I hear the Brave company is hiring someone to work specifically on Tor integration, maybe you want to apply: https://brave.com/jobs/?gh_jid=781438
Windows is already running a huge percentage of the tor relay population.
How are you going to recruit Windows users to run relays on an OS they don't already use? I contend that you won't. Instead, you must recruit current users of such OS.
In my opinion, the best way to improve relay diversity would be to work on system administration automation. For instance, as far as I know there is no equivalent of Debian's 'unattended-upgrades' tool for any of the BSDs, or even for most Linux distributions.
Are you kidding? Debian's "unattended-upgrades" tool must be something
spectacular then. Please tell us what it does that isn't handled by, say, freebsd-update for the base OS and "pkg upgrade --yes" for the installed packages like tor? IIRC, DragonflyBSD uses pkg, too. Or how about pkgsrc on NetBSD? I've forgotten what OpenBSD uses, but it may well be pkgsrc.

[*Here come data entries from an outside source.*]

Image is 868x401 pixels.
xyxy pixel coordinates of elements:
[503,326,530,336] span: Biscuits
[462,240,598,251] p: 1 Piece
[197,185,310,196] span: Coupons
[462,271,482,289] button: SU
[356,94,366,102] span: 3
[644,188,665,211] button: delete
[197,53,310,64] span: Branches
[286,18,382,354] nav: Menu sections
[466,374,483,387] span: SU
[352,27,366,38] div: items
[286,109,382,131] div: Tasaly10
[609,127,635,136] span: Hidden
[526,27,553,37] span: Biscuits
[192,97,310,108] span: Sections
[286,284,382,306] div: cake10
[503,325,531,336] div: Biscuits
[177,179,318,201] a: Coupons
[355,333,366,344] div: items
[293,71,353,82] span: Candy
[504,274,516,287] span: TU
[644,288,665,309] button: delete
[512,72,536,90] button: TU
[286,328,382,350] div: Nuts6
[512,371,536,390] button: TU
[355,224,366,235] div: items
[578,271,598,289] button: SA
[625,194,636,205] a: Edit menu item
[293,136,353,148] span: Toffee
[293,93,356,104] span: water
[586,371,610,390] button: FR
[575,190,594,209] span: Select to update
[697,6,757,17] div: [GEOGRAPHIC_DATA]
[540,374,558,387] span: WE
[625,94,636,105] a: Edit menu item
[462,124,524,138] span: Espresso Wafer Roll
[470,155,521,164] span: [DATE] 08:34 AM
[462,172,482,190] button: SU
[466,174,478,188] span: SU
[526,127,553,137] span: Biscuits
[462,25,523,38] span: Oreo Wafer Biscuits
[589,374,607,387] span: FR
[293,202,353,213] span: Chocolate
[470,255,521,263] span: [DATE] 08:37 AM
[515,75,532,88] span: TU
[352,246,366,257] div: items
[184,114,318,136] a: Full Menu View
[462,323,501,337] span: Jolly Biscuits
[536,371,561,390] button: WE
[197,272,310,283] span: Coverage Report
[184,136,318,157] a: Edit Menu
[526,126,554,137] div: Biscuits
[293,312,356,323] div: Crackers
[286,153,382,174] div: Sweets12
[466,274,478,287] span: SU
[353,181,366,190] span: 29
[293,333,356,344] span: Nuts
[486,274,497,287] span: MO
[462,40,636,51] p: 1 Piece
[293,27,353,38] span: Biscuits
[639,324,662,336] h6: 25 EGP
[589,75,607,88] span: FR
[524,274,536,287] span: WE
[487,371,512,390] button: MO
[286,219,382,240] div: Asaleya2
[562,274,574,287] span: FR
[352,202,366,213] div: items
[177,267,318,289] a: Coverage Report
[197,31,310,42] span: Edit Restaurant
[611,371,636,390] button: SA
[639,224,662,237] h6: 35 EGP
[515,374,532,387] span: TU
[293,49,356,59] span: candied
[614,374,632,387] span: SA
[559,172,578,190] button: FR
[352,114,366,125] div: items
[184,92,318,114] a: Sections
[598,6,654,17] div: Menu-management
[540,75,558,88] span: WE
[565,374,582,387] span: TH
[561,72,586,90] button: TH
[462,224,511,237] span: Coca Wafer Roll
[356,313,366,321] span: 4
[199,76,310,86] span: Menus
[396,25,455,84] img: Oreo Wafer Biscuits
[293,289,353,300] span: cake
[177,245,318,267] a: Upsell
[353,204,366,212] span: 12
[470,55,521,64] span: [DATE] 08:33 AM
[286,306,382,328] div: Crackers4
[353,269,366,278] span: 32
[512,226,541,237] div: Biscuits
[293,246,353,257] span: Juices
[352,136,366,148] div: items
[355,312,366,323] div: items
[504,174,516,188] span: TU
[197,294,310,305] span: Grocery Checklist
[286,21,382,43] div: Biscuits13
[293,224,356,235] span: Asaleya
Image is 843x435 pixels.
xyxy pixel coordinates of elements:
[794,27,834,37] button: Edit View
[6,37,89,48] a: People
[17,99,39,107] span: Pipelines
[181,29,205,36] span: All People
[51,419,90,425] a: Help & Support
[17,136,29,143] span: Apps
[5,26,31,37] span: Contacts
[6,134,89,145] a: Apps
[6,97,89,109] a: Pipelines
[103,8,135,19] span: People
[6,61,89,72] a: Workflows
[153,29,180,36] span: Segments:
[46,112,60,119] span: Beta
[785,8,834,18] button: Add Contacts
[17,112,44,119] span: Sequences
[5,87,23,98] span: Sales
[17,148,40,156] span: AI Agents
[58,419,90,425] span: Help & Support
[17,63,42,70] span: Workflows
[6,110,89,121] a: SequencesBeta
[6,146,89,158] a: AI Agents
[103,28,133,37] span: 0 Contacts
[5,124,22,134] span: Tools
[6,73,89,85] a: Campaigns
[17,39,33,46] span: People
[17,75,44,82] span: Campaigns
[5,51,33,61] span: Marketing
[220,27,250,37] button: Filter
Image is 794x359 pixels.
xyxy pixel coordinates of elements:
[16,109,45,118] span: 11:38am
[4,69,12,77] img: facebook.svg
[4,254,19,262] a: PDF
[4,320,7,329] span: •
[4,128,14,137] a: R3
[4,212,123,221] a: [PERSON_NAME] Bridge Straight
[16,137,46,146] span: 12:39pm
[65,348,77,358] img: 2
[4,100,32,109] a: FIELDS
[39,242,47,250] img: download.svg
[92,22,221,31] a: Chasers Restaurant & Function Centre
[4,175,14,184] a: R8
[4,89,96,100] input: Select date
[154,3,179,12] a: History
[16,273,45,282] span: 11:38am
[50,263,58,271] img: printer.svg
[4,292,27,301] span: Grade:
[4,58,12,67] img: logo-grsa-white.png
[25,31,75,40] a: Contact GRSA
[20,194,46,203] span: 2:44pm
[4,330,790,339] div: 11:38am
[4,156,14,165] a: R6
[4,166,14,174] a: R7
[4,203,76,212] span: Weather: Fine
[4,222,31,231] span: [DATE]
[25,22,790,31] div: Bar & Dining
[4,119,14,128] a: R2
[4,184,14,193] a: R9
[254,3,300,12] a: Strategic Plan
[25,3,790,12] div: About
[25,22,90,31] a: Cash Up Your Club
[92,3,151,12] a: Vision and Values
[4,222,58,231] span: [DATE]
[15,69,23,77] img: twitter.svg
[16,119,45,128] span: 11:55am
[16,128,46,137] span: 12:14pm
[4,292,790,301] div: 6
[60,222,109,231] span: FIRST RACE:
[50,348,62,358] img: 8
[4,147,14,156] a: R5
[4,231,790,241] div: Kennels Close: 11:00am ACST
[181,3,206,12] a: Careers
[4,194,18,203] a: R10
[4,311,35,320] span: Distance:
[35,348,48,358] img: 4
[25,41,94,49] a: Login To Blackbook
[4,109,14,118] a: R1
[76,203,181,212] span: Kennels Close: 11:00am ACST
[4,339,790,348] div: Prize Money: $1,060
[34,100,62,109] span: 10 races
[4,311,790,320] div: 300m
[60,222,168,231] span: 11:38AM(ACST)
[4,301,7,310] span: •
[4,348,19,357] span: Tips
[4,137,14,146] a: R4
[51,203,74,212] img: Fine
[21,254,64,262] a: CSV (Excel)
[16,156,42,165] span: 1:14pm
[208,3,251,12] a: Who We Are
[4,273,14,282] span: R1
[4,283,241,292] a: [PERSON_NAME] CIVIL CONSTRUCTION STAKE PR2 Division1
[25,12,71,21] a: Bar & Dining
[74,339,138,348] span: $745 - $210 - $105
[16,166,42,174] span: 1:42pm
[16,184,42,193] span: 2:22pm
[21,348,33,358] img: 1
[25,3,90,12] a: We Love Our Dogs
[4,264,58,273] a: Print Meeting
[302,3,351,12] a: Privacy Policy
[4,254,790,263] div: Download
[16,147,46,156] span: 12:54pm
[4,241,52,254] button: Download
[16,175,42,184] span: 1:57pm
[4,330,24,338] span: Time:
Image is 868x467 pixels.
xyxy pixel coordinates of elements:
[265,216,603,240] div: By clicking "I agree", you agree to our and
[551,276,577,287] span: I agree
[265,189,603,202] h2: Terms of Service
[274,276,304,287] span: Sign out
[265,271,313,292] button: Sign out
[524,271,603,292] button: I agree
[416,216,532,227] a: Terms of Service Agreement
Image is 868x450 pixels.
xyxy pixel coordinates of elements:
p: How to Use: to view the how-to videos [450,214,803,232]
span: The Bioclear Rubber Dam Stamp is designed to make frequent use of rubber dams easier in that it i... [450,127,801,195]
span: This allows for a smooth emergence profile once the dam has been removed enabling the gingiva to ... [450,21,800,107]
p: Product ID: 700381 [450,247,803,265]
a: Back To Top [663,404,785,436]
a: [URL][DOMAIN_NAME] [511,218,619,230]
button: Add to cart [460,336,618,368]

As for how the other BSDs perform binary updates of their base OS, I couldn't tell you, but I'd be astonished if they didn't have something for that. Just use crontab entries to run these tools unattended and periodically. On FreeBSD, if you build your ports from source via the ports tree, you could run "svn update /usr/ports" and either use portmaster or poudriere to build them and install the newly built versions. A lot of people do something similar for updating the base system from source in the other BSDs. The FreeBSD developers are in the process of setting up large blocks of the base OS as packages that can be automatically updated just like any packages built from ports, although I don't think that's quite ready for prime time yet. NetBSD may already have this capability; I just don't recall. Relay operators do not come into existence like virtual particle pairs from a vacuum. We're talking about humans, and those come from real-life, individual contexts. If you want to recruit them, then understanding and accepting that fact are critical to doing it successfully.